Australian senators have backed a motion for a committee to investigate age verification technologies to be used in search engines as part of a broader effort to limit children from seeing disturbing content online.
Yet after a motion backed by the Greens, the Liberals, and minor parties, the Environment and Communications Reference Committee will now be tasked with examining the Code, as well as regulations linked with the under-16 social media ban passed in November last year.
Further, it will look into how age verification and content filtering mechanisms are implemented, along with alternate approaches to online safety. Lastly, it will consider “appropriate oversight mechanisms” for online safety enforcement.
Greens Senator Sarah Hanson-Young moved the motion at the request of fellow Green David Shoebridge on Aug. 27. The motion passed with 39 in favour and 23 against.
“The inquiry will soon begin accepting submissions so watch this space for more details.”
One Nation Senator Malcolm Roberts moved a motion to amend this inquiry to include the rights and responsibilities of parents to decide what is best for their children.
However, his amendment was defeated. Despite this, Roberts supported the Greens.
“The blanket ban reflects that age verification will be near impossible to police and will require intrusive data bases of internet users, including children, to work.”
What Are the Codes and How Do They Work?
On top of this, in June the eSafety Commission released three of nine industry codes aimed at protecting children from online pornography, violent content, and themes of suicide and self-harm (class 1C and class 2 material).“It’s critical to ensure the layered safety approach which also places responsibility and accountability at critical chokepoints in the tech stack including the app stores and at the device level, the physical gateways to the internet where kids sign-up and first declare their ages,” said eSafety Commissioner Julie Inman-Grant.
“By no later than six months after this code comes into effect and where technically feasible and reasonably practicable, a provider of an internet search engine service must: implement appropriate age assurance measures for account holders,” the code states
“At a minimum, such tools and settings must filter out online pornography and high impact violence material detected in search results.”
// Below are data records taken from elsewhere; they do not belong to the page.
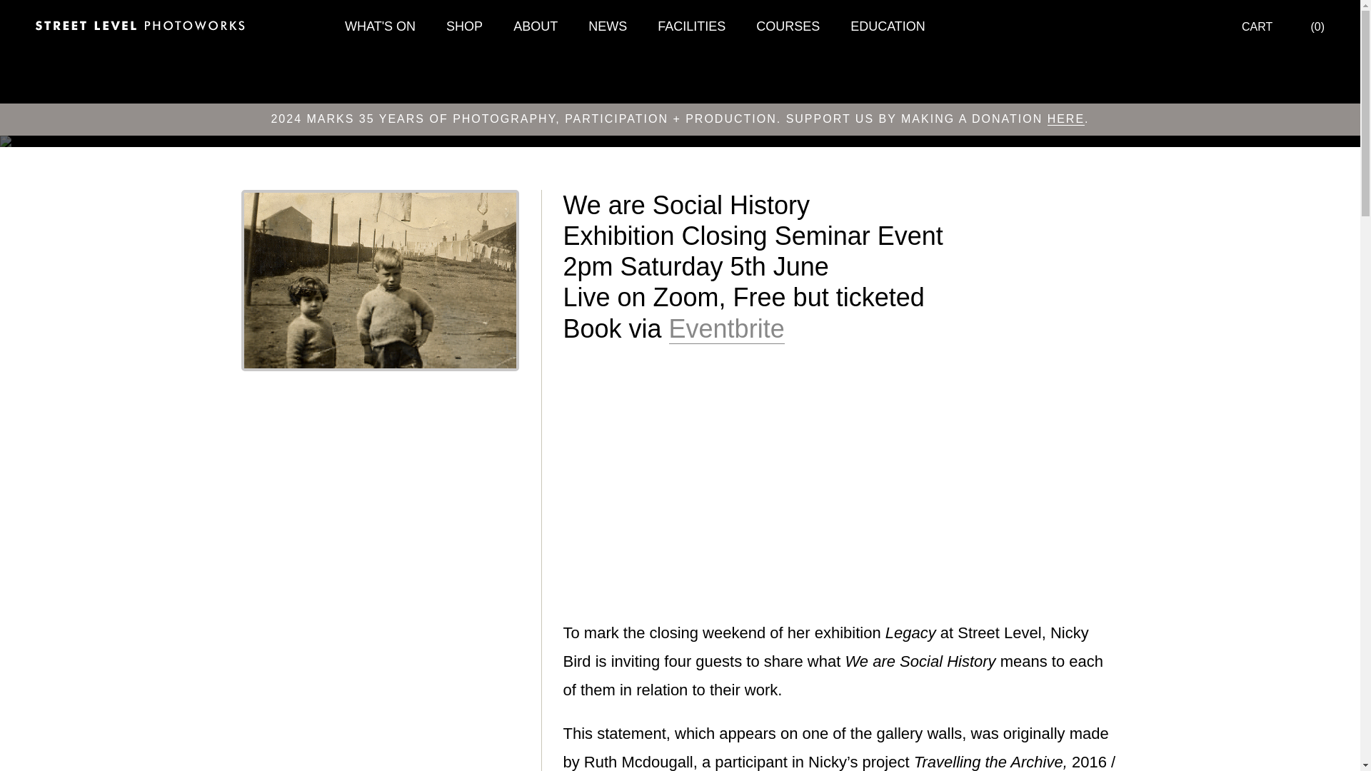 This screenshot has width=1371, height=771. I want to click on HERE, so click(1065, 119).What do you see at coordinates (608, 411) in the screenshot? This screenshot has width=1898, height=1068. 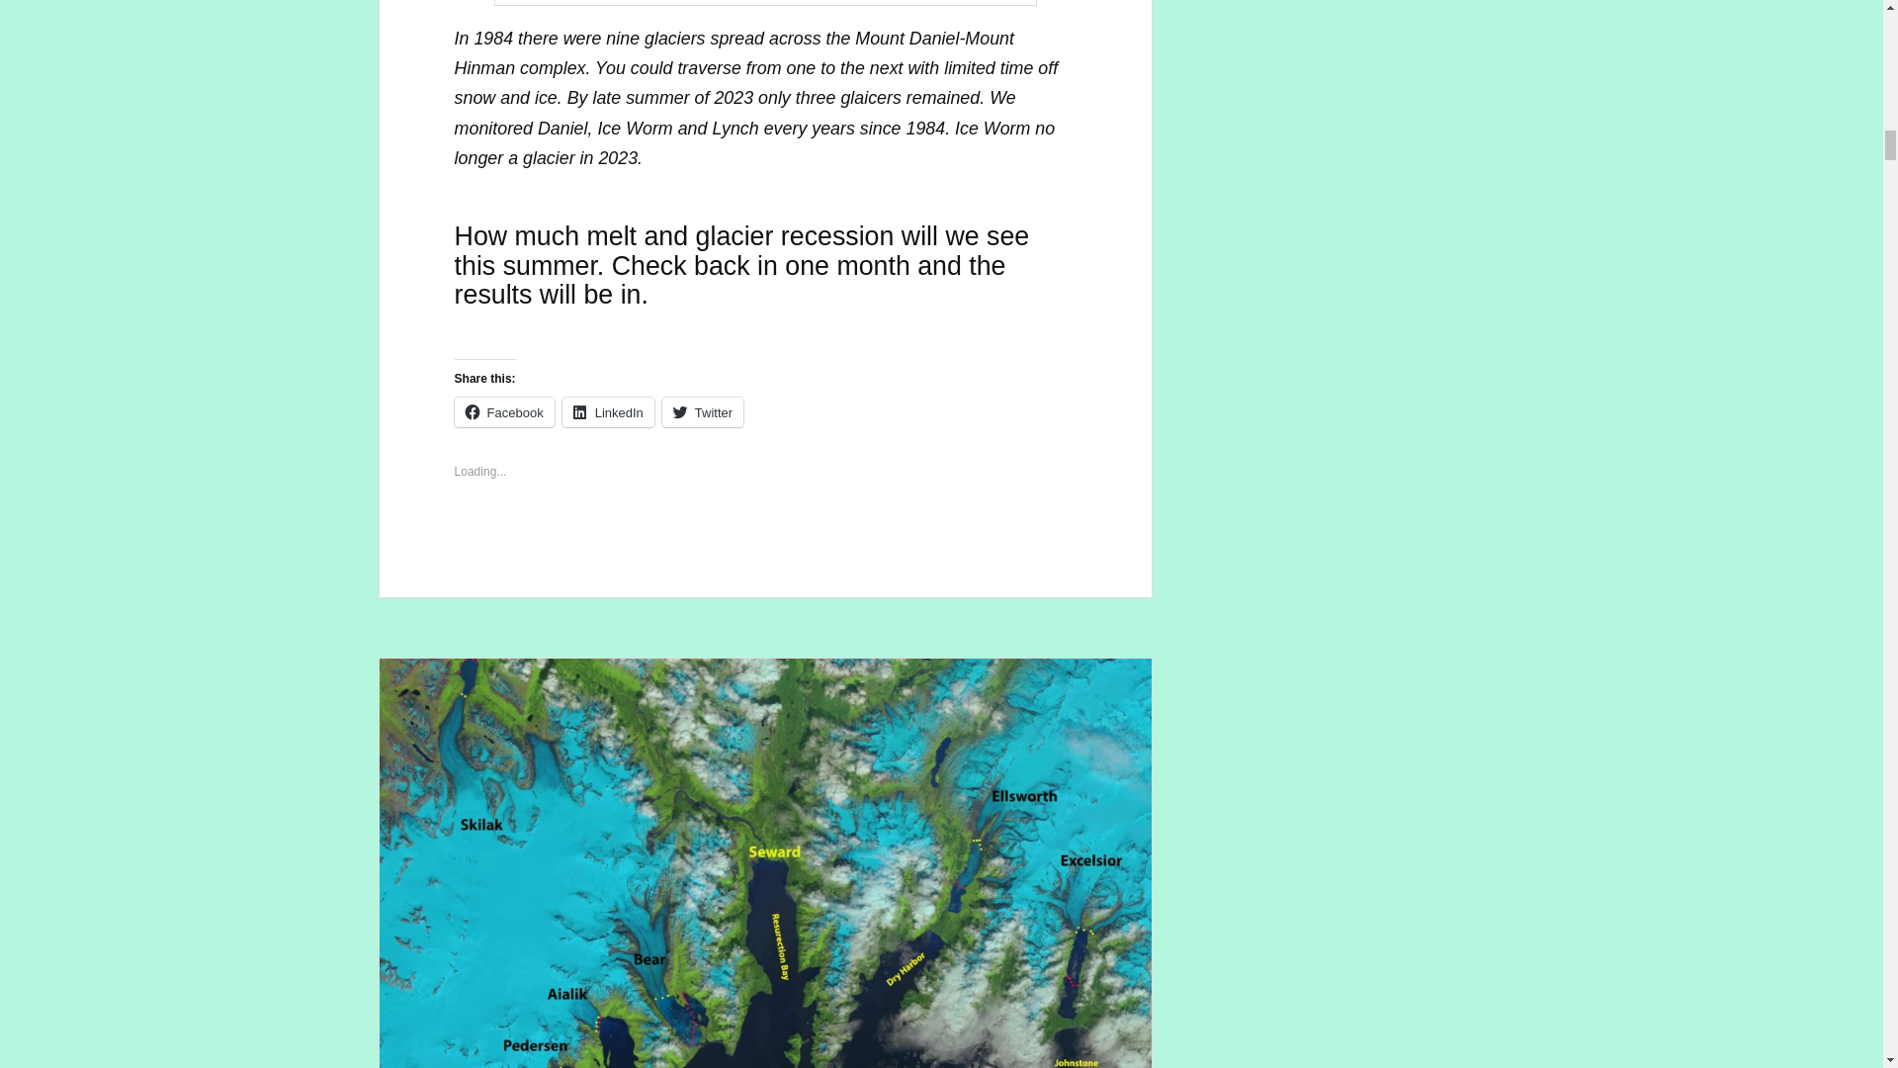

“The codes that were submitted to me by the search engines are the industry’s codes. I just need to determine whether they meet appropriate community safeguards to register them. And that’s what I did, so there was no overreach here,” she said.
Shadow Communications Minister Melissa McIntosh said the Code went too far.
“Requiring adults to log in to an account to browse the internet is taking the eSafety Commissioner’s power to a new level which needs to be scrutinised,” McIntosh said on July 29.